Fiction. "Chuck Richardson's SMOKE probes human existence by pursuing truth and meaning in an unknowable, inexpressible universe, much like the authorities. What makes SMOKE fascinating is the imaginary catastrophe lurking behind it, which leaves us to invent and imagine the world anew"—Raymond Federman.
Author City: LOCKPORT, NY USA
Chuck Richardson has worked as a newspaper political reporter/columnist, freelance journalist, Greenpeace activist, cab driver, insurance salesman, substitute teacher, landscaper, nature preserve tour guide, bar bouncer, submarine SONAR technician, etc., and now finds himself gainfully employed as a direct care provider in a group home for mentally handicapped adults. Richardson's fiction has appeared in the Fall issue of BlazeVOX 2K7: An Online Journal of Voice, Mayday Magazine, and Thieves Jargon. His play, TV Land, was produced by the Buffalo Ensemble Theatre in 1997. From 2003 to 2005, Richardson maintained a broad web presence in the anti-Bush blogosphere, posting more than 100 screeds on more than 50 sites. One of them, "Looking for a Deathbed Conversion," was published in Howling Dog Press's The Cost of Freedom: The Anthology of Peace and Activism (2007), a book which has received rave reviews from Harry Belafonte, Howard Zinn, and others. BlazeVOX Books has published two of his novels, SMOKE (2009), and SO IT SEAMS (2010). He lives in Western New York.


- [Aim of the exercise]: Transcribe exactly the lines from the one containing "is (709, 1260)." through the end of the data, both included. Leave out pictures.

- [Material for this exercise]:
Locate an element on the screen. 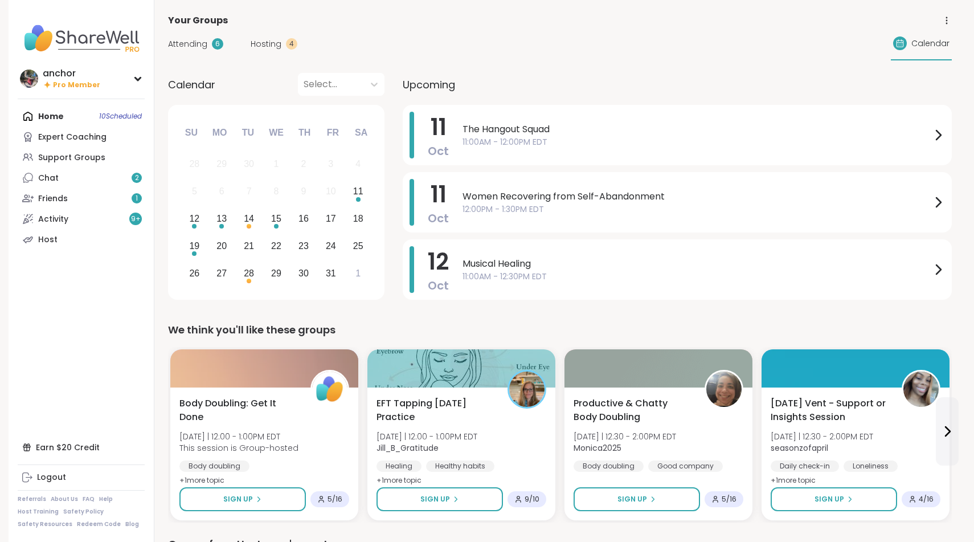 Image resolution: width=974 pixels, height=542 pixels. span: Pro Member is located at coordinates (76, 85).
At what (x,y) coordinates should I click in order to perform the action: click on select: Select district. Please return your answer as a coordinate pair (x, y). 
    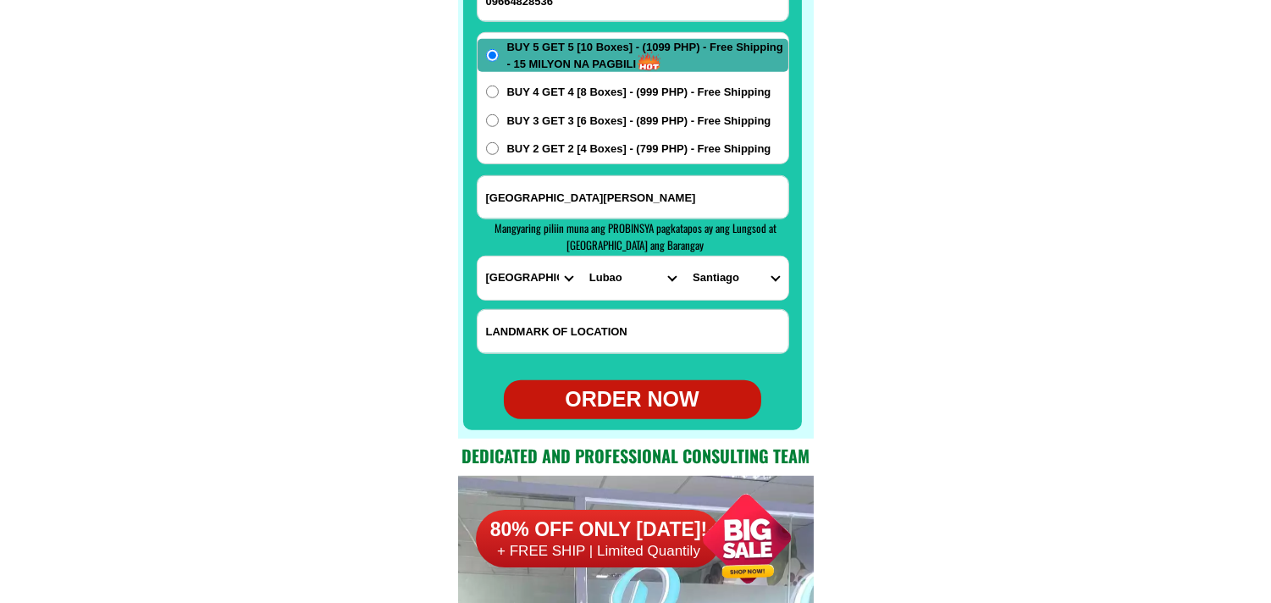
    Looking at the image, I should click on (633, 278).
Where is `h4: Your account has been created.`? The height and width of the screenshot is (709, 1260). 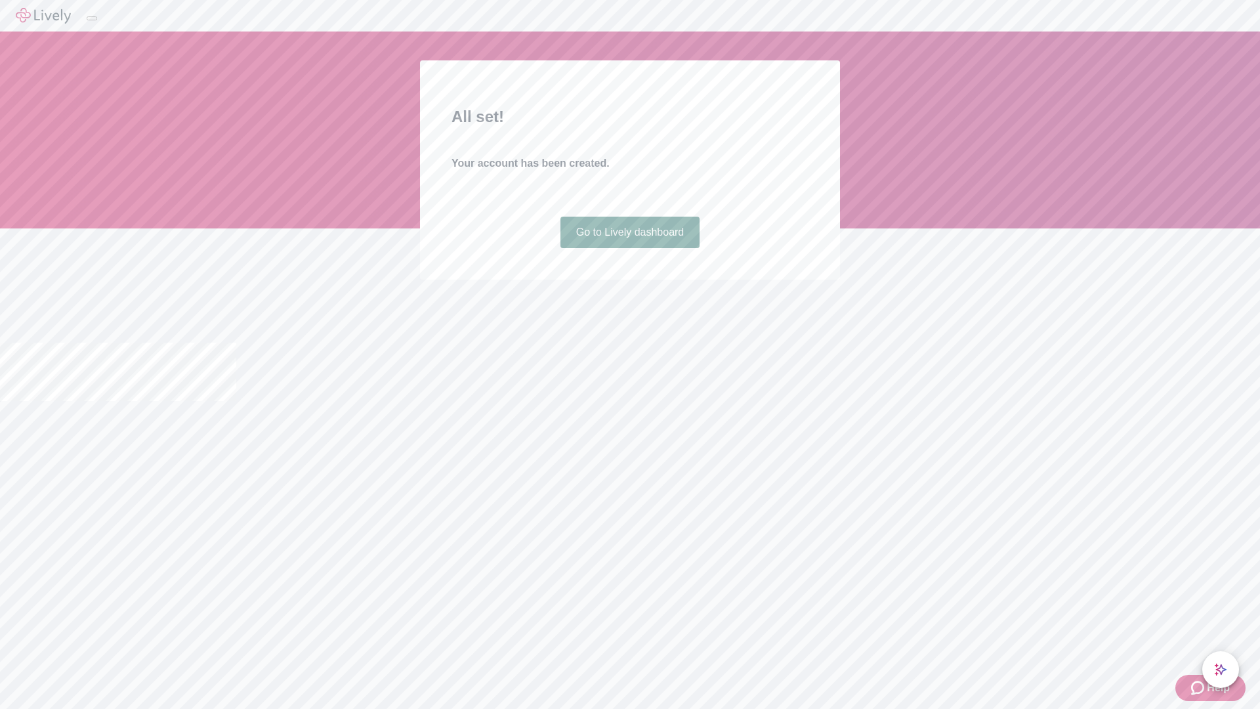
h4: Your account has been created. is located at coordinates (630, 163).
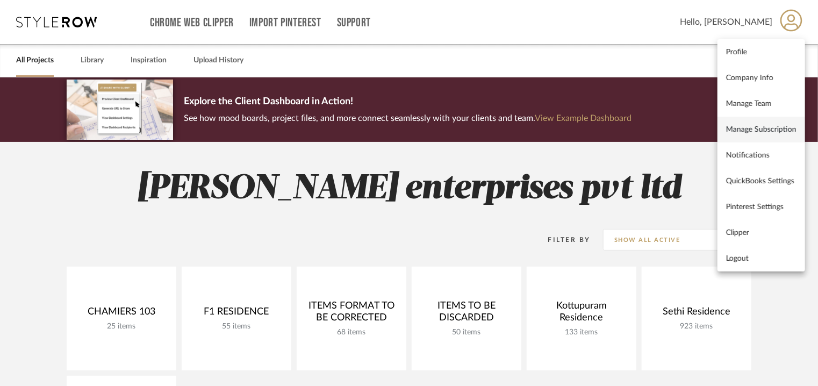 The height and width of the screenshot is (386, 818). What do you see at coordinates (761, 258) in the screenshot?
I see `span: Logout` at bounding box center [761, 258].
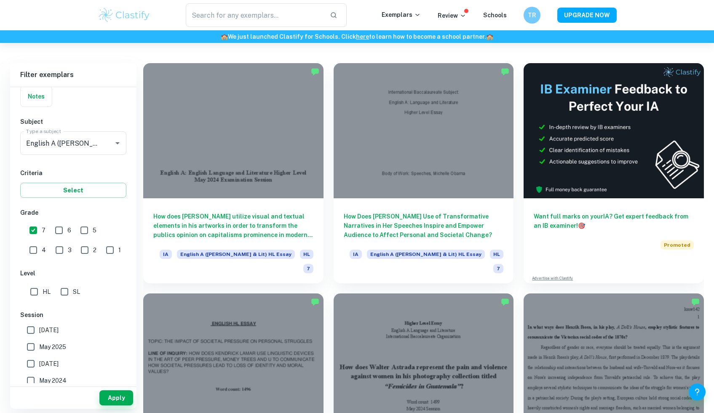 The height and width of the screenshot is (413, 714). I want to click on button: Select, so click(73, 190).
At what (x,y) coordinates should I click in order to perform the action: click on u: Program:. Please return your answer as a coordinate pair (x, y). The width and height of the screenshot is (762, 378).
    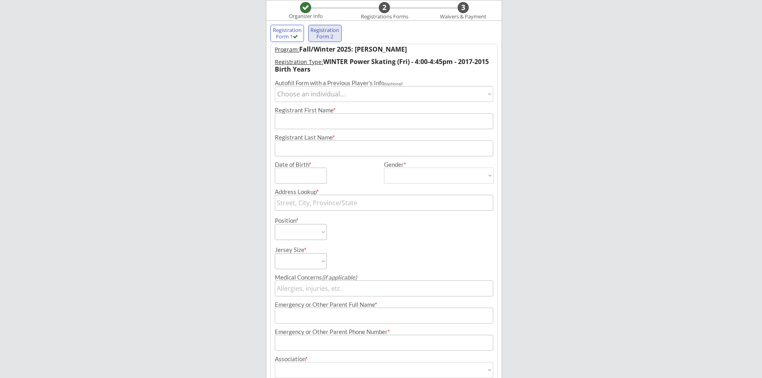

- [Result for this exercise]:
Where is `h4: Your account has been created.`? The height and width of the screenshot is (709, 1260). 
h4: Your account has been created. is located at coordinates (630, 163).
 The height and width of the screenshot is (386, 818). What do you see at coordinates (761, 258) in the screenshot?
I see `span: Logout` at bounding box center [761, 258].
 The height and width of the screenshot is (413, 714). I want to click on button: Select, so click(73, 190).
At what (x,y) coordinates should I click in order to perform the action: click on u: Program:. Please return your answer as a coordinate pair (x, y). The width and height of the screenshot is (762, 378).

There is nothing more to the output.